Harvard Students Rebel: Why They Don't Have An Effective Protest

Impact

Yesterday, a group of Harvard students walked out on conservative, New Keysian economist Greg Mankiw’s Economics 10 class because they believed it had a strong conservative bias which “espouse[d] a specific - and limited - view of economics that… perpetuates problematic and inefficient systems of economic inequality in our society today." Mankiw was previously chairman of the Council of Economic Advisers under the Bush Administration from 2003 to 2005 and later became economic adviser to Mitt Romney in 2006. The students’ open letter to Mankiw is slightly unfair, because if they truly subscribe to the values of a “quality liberal arts education,” then they would have stayed and debated with Mankiw instead of just walking out.

The idea of academics not bringing their personal biases into their lessons is impossible. The very environment of academia encourages critical evaluation of ideas and development of one’s own opinion. An academic’s success is built on defending and articulating one’s views. Thus, most professors are likely to strongly hold on to their personal beliefs and view everything in that light - psychology studies on the ‘confirmation bias’ state that individuals tend to fit oncoming information into their existing beliefs. In the process of discussing the readings assigned to various courses, professors inevitably bring their own judgment to the viewpoint being discussed.

In a related article exploring the dominance of liberals in academic institutes, John Tierney argues that conservatives tend to consciously avoid entering into academia, because they understand the difficulties in succeeding in a liberal environment. Whether or not liberals actually dominate academia, as long as this self-selection process is occurring, eventually the image of a liberal-dominated academic environment becomes a self-fulfilling prophecy.

The walkout on Mankiw, one of the minority conservative academics, demonstrates how a “liberal” environment can perpetuate the dominance of liberal politics in academia. Conservative academics seem to have a double standard applied to them: Mankiw’s classes were assumed to promote a conservative bias, though rarely do we hear of a liberal bias.

The students who already subscribe to the view that Mankiw’s class will be biased are ironically not behaving in a manner contiguous to their beliefs. Liberals, at least in the classic John Stuart Mill sense of the term, should be accepting of various opinions. Mill himself also believed in the need to publicize all sorts of information, whether or not one believes in them, because it would open up debate that would eventually expose erroneous beliefs. If these students wanted to convince Mankiw of how his views might reflect a “corporatization of higher education,” they should have stayed and debated their points. To first do this, they need to understand Mankiw’s argument, then apply their own critiques to the issue.

Moreover, what sort of message does walking out on a professor’s class send? It might set a precedent for students to believe that walking out is a logical and acceptable way of dealing with a disagreement. But the act merely postpones the disagreements, and does not leave Mankiw with an option to respond. The fact that they walked out on an income inequality lecture means they are missing out on potentially convincing Mankiw of their beliefs on an issue that that Mankiw could have significant influence on.

If these students wanted to “use their education for good," as one organizer of the walkout claimed, then they should have gone to class and tried to convince Mankiw of their opinion, as many university students across the U.S. do on a daily basis.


ACTIVITY :: Your answer should consist of every line from the records that holds the string "pixels".

DATASET RECORDS ::
▼
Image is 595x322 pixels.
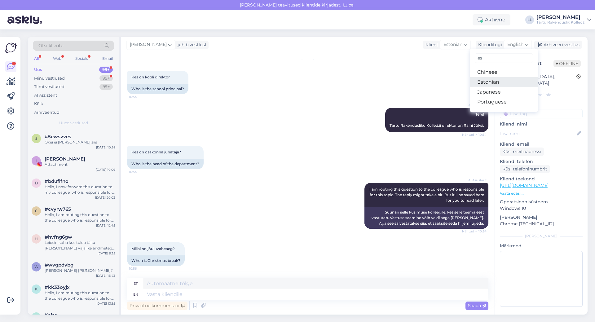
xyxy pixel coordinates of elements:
▲
▼
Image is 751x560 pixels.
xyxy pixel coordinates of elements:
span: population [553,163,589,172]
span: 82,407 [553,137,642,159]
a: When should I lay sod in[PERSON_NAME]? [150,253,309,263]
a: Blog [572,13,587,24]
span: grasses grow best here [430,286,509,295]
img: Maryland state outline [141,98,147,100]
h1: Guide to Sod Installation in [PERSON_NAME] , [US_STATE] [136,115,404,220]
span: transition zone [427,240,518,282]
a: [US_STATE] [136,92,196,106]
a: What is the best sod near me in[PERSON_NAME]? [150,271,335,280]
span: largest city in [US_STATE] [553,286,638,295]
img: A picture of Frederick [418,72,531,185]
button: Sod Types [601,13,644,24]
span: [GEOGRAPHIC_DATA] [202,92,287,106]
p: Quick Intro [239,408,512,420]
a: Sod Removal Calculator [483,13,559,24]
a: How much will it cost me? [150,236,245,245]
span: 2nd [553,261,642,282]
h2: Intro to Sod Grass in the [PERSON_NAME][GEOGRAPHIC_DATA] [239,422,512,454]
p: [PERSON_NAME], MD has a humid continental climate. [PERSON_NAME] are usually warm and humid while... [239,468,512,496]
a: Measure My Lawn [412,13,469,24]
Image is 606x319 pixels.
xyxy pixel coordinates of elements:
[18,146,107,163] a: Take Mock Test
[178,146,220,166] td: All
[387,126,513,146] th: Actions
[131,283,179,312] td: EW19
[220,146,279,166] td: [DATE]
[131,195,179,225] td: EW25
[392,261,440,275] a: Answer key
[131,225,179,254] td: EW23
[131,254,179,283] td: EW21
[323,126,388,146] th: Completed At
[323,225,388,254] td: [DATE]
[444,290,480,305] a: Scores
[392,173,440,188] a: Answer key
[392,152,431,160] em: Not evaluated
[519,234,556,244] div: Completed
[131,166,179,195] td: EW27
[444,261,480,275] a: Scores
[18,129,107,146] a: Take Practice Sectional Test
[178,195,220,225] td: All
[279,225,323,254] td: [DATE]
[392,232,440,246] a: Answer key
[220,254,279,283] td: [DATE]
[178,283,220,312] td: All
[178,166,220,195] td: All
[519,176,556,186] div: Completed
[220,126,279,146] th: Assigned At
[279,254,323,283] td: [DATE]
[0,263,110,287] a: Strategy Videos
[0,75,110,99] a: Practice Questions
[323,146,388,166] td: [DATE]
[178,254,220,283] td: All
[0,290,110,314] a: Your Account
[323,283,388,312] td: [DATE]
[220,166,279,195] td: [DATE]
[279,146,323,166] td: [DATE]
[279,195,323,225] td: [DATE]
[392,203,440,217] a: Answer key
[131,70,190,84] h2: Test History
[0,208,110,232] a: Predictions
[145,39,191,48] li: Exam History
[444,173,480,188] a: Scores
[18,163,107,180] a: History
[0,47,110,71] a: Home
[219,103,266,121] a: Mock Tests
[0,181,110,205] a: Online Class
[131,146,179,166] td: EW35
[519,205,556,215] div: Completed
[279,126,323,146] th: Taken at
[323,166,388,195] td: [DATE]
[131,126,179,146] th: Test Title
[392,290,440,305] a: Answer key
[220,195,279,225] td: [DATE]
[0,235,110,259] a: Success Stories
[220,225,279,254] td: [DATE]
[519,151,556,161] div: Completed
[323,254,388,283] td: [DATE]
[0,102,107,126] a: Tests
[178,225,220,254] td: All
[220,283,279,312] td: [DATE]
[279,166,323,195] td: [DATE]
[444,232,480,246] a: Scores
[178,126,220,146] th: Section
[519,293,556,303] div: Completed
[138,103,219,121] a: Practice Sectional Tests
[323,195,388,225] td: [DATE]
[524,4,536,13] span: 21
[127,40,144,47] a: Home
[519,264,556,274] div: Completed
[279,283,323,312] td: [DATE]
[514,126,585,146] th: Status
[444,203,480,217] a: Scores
▲
EXERCISE ANSWER ::
Image is 595x322 pixels.
Image is 751x560 pixels.
Image is 606x319 pixels.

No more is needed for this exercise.